Just at press time Flagpole, along with a lot of other people, including the mayor and some of the commissioners, received an open letter from Patterson and Rebecca Hood to Wes Rogers and James Whitley, partners in Landmark Properties. In the letter, reprinted here, the Hoods plead with Rogers and Whitley to grant an inclement-weather extension to the agreement that their home be moved to the Orange Twin conservation community, a music collective in the woods on the north side of Athens-Clarke County.
Wes & James:
Happy New Year to you both and everyone cc'd here. We hope that each of you have enjoyed the holiday season with the ones you love most!
It is with great hope that we are respectfully asking you both, who we understand have the ultimate power over all decisions within your company, to get behind the moving of our former, but very special, and very old home to the Orange Twin property. Maybe with so many other much more important and pressing matters for Landmark needing your time and attention you haven't fully realized what is even happening in regards to your newly acquired property and what is surely a relatively minor case for your company?

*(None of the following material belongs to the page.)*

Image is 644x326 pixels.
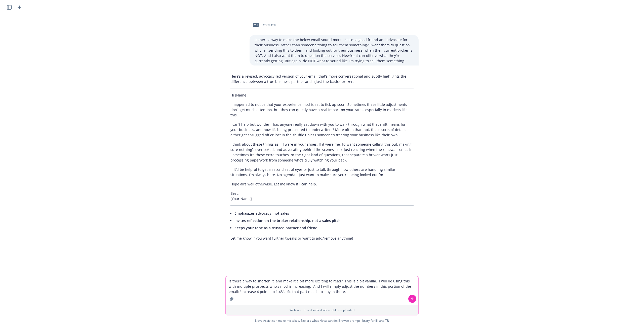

We are asking that you show your support of the moving of the house by granting Orange Twin an inclement weather extension in order to get the house moved, safely and with NO liability to Landmark.
When we were first approached about selling the house, we said, and have always said at every point since, that the top priority for us is the preservation of this house that my wife and I have renovated and lovingly restored and protected for the last 16 years. The house is of historical significance as well as a deeply personal one. It has been our family home for the raising of our children and the lives we have built together. Getting the house moved was the intention and basis for agreeing to sell our property in the first place. We have stated this as our utmost concern at every point in the process ever since you first came to us nearly a year ago.
Rebecca and I couldn't be more thrilled at the possibility of seeing our house end up on the Orange Twin Conservation Community's land, and we hope that you will see that this is what is in the best interest for the house to preserve and continue its history.
Laura Carter and the other shareholders of Orange Twin were ready to meet and turn in all of your requirements weeks ago, and then the rains came. The rains made the ground way too soft for the house to be safely moved by the Jan. 5 deadline. It became too risky for them to go forward with turning in the rest of the requirements, as they would have incurred further costs, without the strong possibility of the house getting safely moved over to their land. Without your company granting an extension it just could not happen. The rain appears to be drying up, and Laura feels like if she was given more time with a stretch of sunny days that she could get the house safely moved and leave the property as promised in our Post Closing Agreement.
So it is with these factors in mind that we find ourselves in the position of begging you to honor what Landmark knew to be our priority from the very beginning. We hope that you both will find it in your hearts to grant Orange Twin this inclement weather extension. This has the potential to be a win-win situation where you become the hero for enabling a wonderful non-profit [501(c)3] to use and save our 100-plus year old house, starting off the new year with an act benefitting the long-term betterment of our wonderful artistic community that has done so much to make Athens a world-renowned destination.
Respectfully and graciously,
Patterson & Rebecca Hood
January 4, 2016
Read The Grumpy Retiree: He’s got some new advice on his Facebook page for setting up your health reimbursement account and other matters as UGA retirees begin life in the brave new Aon-ized world to which the Board of Regents has consigned them. The comments of other retirees on the site add personal experiences to what the grumpy guy is writing. Tune in.